No one in the boat could see the speaker's face; it was impossible to tell whether he was jesting or serious.

"Oh, I'm game!" cried Maurice, very much in earnest at once.

"Well, then, just hold on till I give Castle Flint the sack."

"Or until it is sacked about your ears," suggested stroke jerkily. "But what nonsense you two are talking!"

"Not at all, Miss Edmonstone—if you will allow me. You can't expect a man to live out his life in troubled Ireland when there's a happy Australia to go to: there, you know, you may combine the blessings of liberty, equality, and Home Rule of the most advanced kind, with the peculiar satisfaction of calling yourself a staunch Tory, and believing it! But as for our friend here, station life would add a year to his life for every year the City is capable of shortening it. He'd make a first-rate jackeroo."

"What is that?"

"What's a jackeroo? Oh, a young gentleman—for choice, the newest new chum to be found—who goes to a station to get Colonial experience. He has to work like a nigger, and revels in it, for a bit. If he is a black sheep, and has the antique ideas of the Colonies held by those who sent him out to whiten him, his illusions may last a couple of days; if he has read up Australia on the voyage, they will probably hold out a little longer, while he keeps looking for what his book told him he would find; the fact being that the modern bush life hasn't yet been done into English. Meanwhile he runs up the horses, rides round boundaries, mends fences, drives sheep to water—if it is a drought—and skins the dead ones, weighs out flour and sugar, cleans harness, camps anywhere, and lives on mutton and damper, and tea."

"But what does he get for all that?" asked Maurice, with visions of money-bags.

"Rations and experience," replied Flint promptly. "When he's admitted to be worth his salt he will be asked to make other arrangements. Then some still newer new chum will be selected for the post, through the introductions he has brought to the stock and station agents, and in his turn will drive his teeth into the dirty work of the station, which the ordinary pound-a-week hands refuse, and so get his Colonial experience!"

"Thanks; I'll stop where I am," said Maurice.

"He isn't fair," said Dick, speaking for the first time. "You know you aren't fair, old chap, raking up your own case as typical, when it was exceptional. Jackeroos are treated all right, and paid too, so long as they're smart and willing—the two things needful. Come, I've been a squatter myself, and can't hear my class run down."

"You won't hear me defend the landlords on that ground," remarked Flint, who had contracted eccentric politics.

"Well," said Dick, experimentally, "if I go back to it, Maurice shall be my jackeroo, and judge for himself whether you haven't painted us too black."

He shipped his oars. Flint was standing up with the boat-hook to pilot them through the open lock-gates.

"Then I'll ride the boundaries!" cried Fanny, who sat a horse like a leech, but had had no mount for years.

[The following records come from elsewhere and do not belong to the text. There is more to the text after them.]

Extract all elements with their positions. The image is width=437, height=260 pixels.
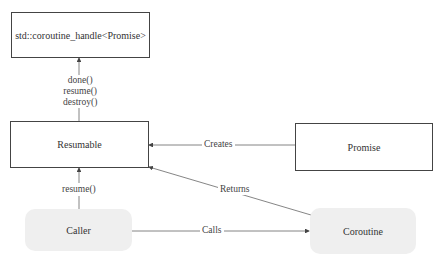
edge-label-handle-methods: done() resume() destroy() (63, 75, 97, 108)
node-coroutine: Coroutine (310, 208, 416, 254)
edge-label-calls: Calls (200, 225, 224, 236)
node-caller-label: Caller (66, 225, 90, 236)
method-resume: resume() (63, 86, 97, 97)
node-resumable-label: Resumable (57, 139, 101, 150)
method-destroy: destroy() (63, 97, 97, 108)
node-coroutine-label: Coroutine (343, 226, 383, 237)
node-promise-label: Promise (348, 142, 381, 153)
node-promise: Promise (295, 123, 433, 171)
method-done: done() (63, 75, 97, 86)
node-resumable: Resumable (10, 121, 149, 168)
edge-label-resume: resume() (61, 183, 97, 196)
node-caller: Caller (25, 209, 132, 251)
node-coroutine-handle: std::coroutine_handle<Promise> (11, 12, 150, 58)
node-coroutine-handle-label: std::coroutine_handle<Promise> (15, 30, 146, 41)
edge-label-returns: Returns (218, 184, 252, 195)
edge-label-creates: Creates (202, 139, 235, 150)
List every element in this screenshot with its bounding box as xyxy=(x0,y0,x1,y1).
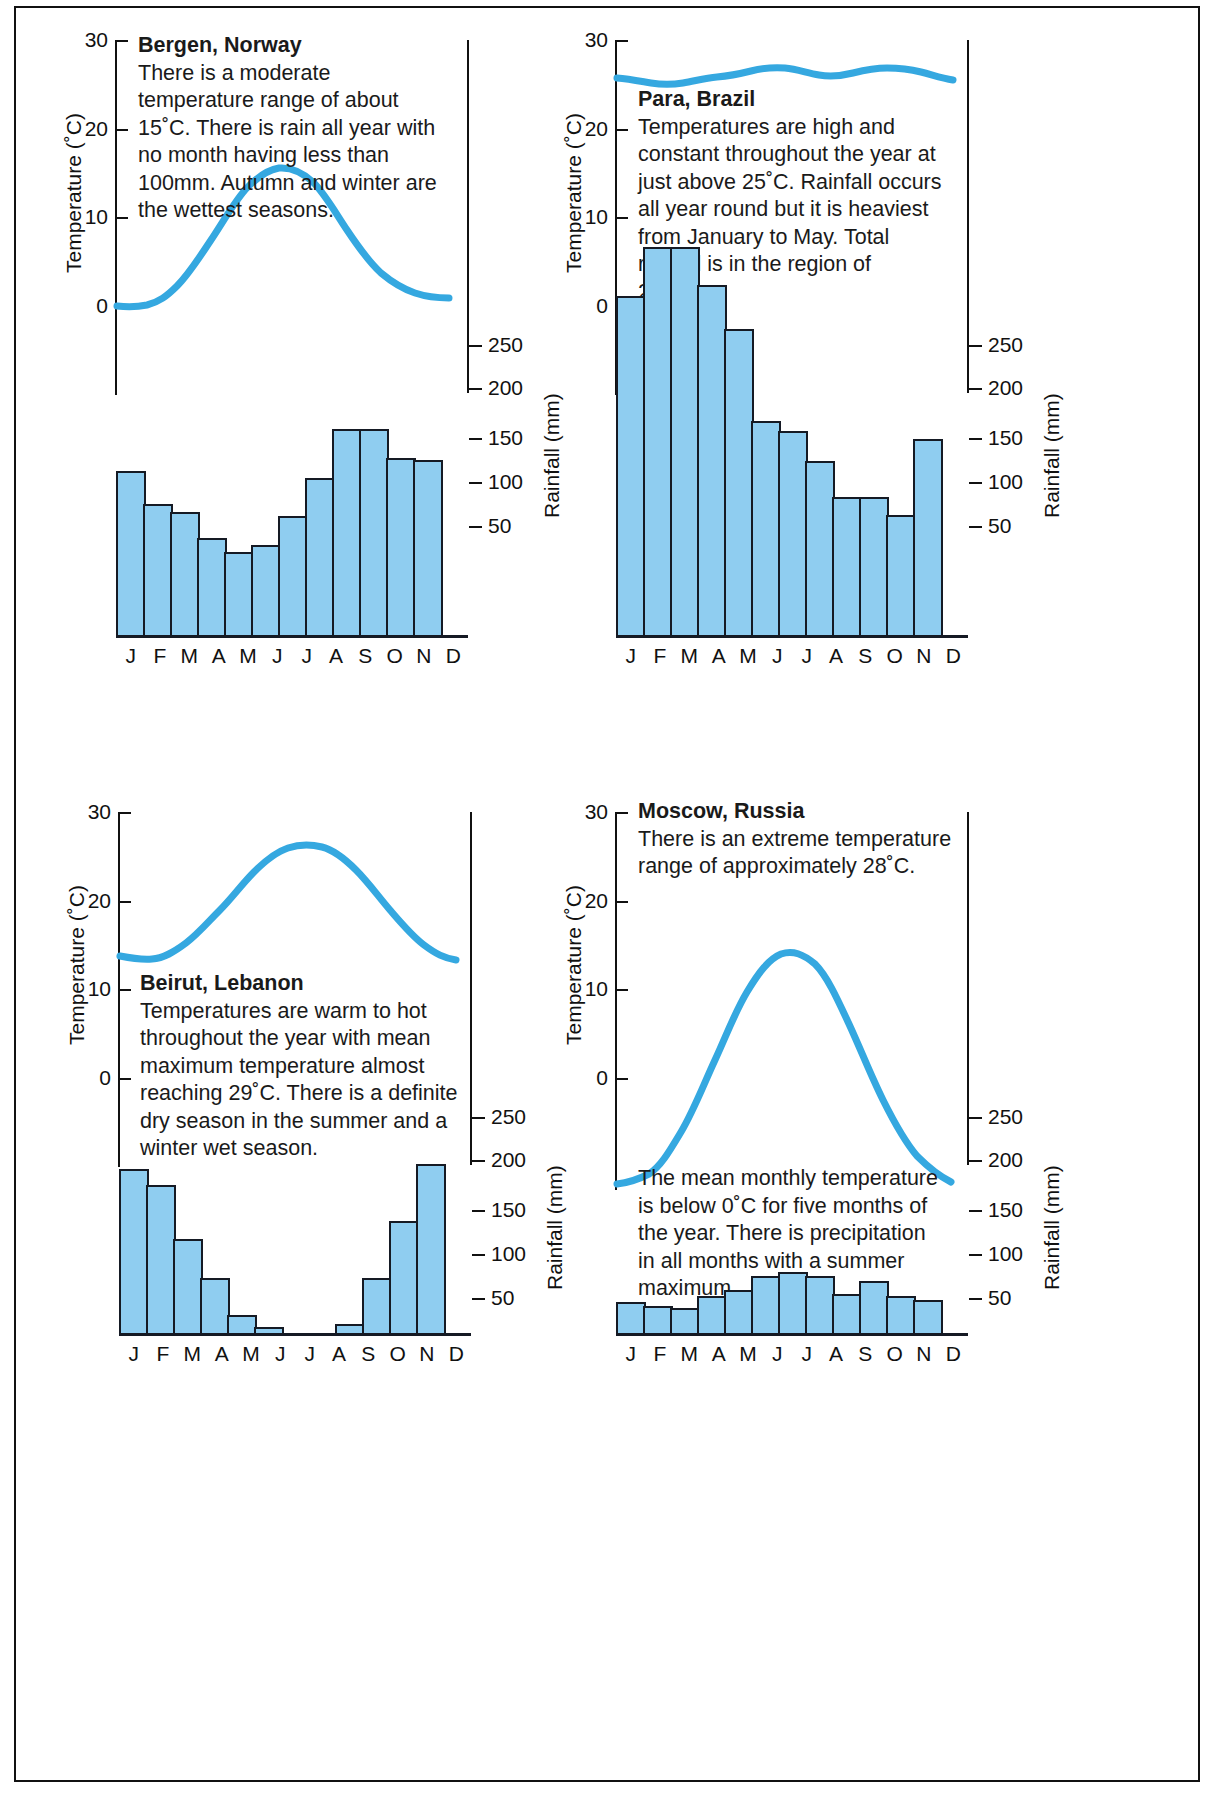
moscow-rain-tick-200 xyxy=(969,1160,982,1162)
para-rain-ticklabel-150: 150 xyxy=(988,427,1023,448)
bar-moscow-nov xyxy=(886,1296,916,1335)
bar-bergen-oct xyxy=(359,429,389,637)
bar-beirut-mar xyxy=(173,1239,203,1335)
para-temp-tick-20 xyxy=(615,129,628,131)
beirut-rain-ticklabel-50: 50 xyxy=(491,1287,514,1308)
moscow-temp-ticklabel-0: 0 xyxy=(578,1067,608,1088)
moscow-rain-tick-100 xyxy=(969,1254,982,1256)
bergen-temp-ticklabel-0: 0 xyxy=(78,295,108,316)
para-rain-tick-50 xyxy=(969,526,982,528)
para-rain-ticklabel-50: 50 xyxy=(988,515,1011,536)
bar-bergen-jul xyxy=(278,516,308,637)
month-label: F xyxy=(645,644,674,668)
bergen-rain-ticklabel-200: 200 xyxy=(488,377,523,398)
beirut-rain-tick-200 xyxy=(472,1160,485,1162)
bar-para-aug xyxy=(805,461,835,637)
bergen-month-labels: J F M A M J J A S O N D xyxy=(116,644,468,668)
panel-moscow: Temperature (˚C) 30 20 10 0 Rainfall (mm… xyxy=(530,790,1070,1390)
para-temp-ticklabel-10: 10 xyxy=(578,206,608,227)
month-label: M xyxy=(236,1342,265,1366)
month-label: D xyxy=(442,1342,471,1366)
bar-beirut-feb xyxy=(146,1185,176,1335)
bergen-temp-tick-10 xyxy=(115,217,128,219)
beirut-temp-ticklabel-20: 20 xyxy=(81,890,111,911)
month-label: O xyxy=(383,1342,412,1366)
bar-para-dec xyxy=(913,439,943,637)
beirut-rainfall-bars xyxy=(119,1036,471,1335)
bar-bergen-jan xyxy=(116,471,146,637)
bar-moscow-feb xyxy=(643,1306,673,1335)
bar-beirut-jan xyxy=(119,1169,149,1335)
moscow-rain-ticklabel-200: 200 xyxy=(988,1149,1023,1170)
bar-bergen-dec xyxy=(413,460,443,637)
beirut-temp-ticklabel-10: 10 xyxy=(81,978,111,999)
bar-para-oct xyxy=(859,497,889,637)
bar-moscow-mar xyxy=(670,1308,700,1335)
para-rain-tick-150 xyxy=(969,438,982,440)
bergen-caption-text: There is a moderate temperature range of… xyxy=(138,60,438,225)
bergen-caption: Bergen, Norway There is a moderate tempe… xyxy=(138,32,438,225)
bergen-title: Bergen, Norway xyxy=(138,32,438,60)
month-label: F xyxy=(645,1342,674,1366)
month-label: N xyxy=(409,644,438,668)
bar-bergen-mar xyxy=(170,512,200,637)
bergen-temp-tick-20 xyxy=(115,129,128,131)
para-rain-ticklabel-250: 250 xyxy=(988,334,1023,355)
panel-bergen: Temperature (˚C) 30 20 10 0 Rainfall (mm… xyxy=(40,18,560,628)
beirut-temp-ticklabel-30: 30 xyxy=(81,801,111,822)
month-label: M xyxy=(175,644,204,668)
month-label: A xyxy=(321,644,350,668)
bar-moscow-apr xyxy=(697,1296,727,1335)
para-temp-ticklabel-0: 0 xyxy=(578,295,608,316)
moscow-temp-tick-0 xyxy=(615,1078,628,1080)
bar-para-jun xyxy=(751,421,781,637)
month-label: J xyxy=(263,644,292,668)
bar-bergen-nov xyxy=(386,458,416,637)
bar-para-may xyxy=(724,329,754,637)
month-label: M xyxy=(733,1342,762,1366)
beirut-month-labels: J F M A M J J A S O N D xyxy=(119,1342,471,1366)
month-label: J xyxy=(295,1342,324,1366)
month-label: M xyxy=(733,644,762,668)
beirut-temp-tick-20 xyxy=(118,901,131,903)
para-bars-baseline xyxy=(616,635,968,638)
bar-para-feb xyxy=(643,247,673,637)
moscow-rain-ticklabel-100: 100 xyxy=(988,1243,1023,1264)
bar-beirut-oct xyxy=(362,1278,392,1335)
month-label: F xyxy=(145,644,174,668)
bar-moscow-aug xyxy=(805,1276,835,1335)
para-temp-ticklabel-30: 30 xyxy=(578,29,608,50)
bar-para-nov xyxy=(886,515,916,637)
month-label: M xyxy=(675,1342,704,1366)
month-label: O xyxy=(880,644,909,668)
month-label: F xyxy=(148,1342,177,1366)
bar-bergen-may xyxy=(224,552,254,637)
moscow-caption: Moscow, Russia There is an extreme tempe… xyxy=(638,798,958,881)
moscow-temp-axis xyxy=(615,812,617,1190)
month-label: J xyxy=(763,644,792,668)
month-label: M xyxy=(675,644,704,668)
month-label: A xyxy=(207,1342,236,1366)
bar-para-mar xyxy=(670,247,700,637)
month-label: J xyxy=(266,1342,295,1366)
beirut-temp-tick-10 xyxy=(118,989,131,991)
moscow-rain-axis xyxy=(967,812,969,1165)
bar-moscow-dec xyxy=(913,1300,943,1335)
moscow-bars-baseline xyxy=(616,1333,968,1336)
bar-bergen-sep xyxy=(332,429,362,637)
month-label: S xyxy=(351,644,380,668)
para-rain-ticklabel-200: 200 xyxy=(988,377,1023,398)
bar-beirut-apr xyxy=(200,1278,230,1335)
month-label: A xyxy=(704,1342,733,1366)
month-label: J xyxy=(616,1342,645,1366)
beirut-title: Beirut, Lebanon xyxy=(140,970,460,998)
beirut-rain-tick-250 xyxy=(472,1117,485,1119)
bergen-rain-tick-100 xyxy=(469,482,482,484)
moscow-rain-ticklabel-250: 250 xyxy=(988,1106,1023,1127)
bergen-temp-ticklabel-10: 10 xyxy=(78,206,108,227)
bar-para-jan xyxy=(616,296,646,637)
month-label: M xyxy=(178,1342,207,1366)
para-temp-ticklabel-20: 20 xyxy=(578,118,608,139)
month-label: N xyxy=(909,1342,938,1366)
bar-moscow-jun xyxy=(751,1276,781,1335)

"In that case," added Flint quietly, "I'll apply for overseer's billet, with the right of sacking slack hands."

For a moment Dick looked really pleased: this jesting about a station in Australia was, so far, feeling the way, and might make matters a trifle easier when the time came. But the smile quickly faded from his face. In truth, on no day during these last weeks had he been so troubled in spirit, so tossed between the cross-currents of conflicting feelings.

That morning he had received two letters, apparently of contrary character: for while the perusal of one gratified him so intensely that he could not help handing it round for them all to see, the mere sight of the other was sufficient to make him thrust the unopened envelope hurriedly into his pocket.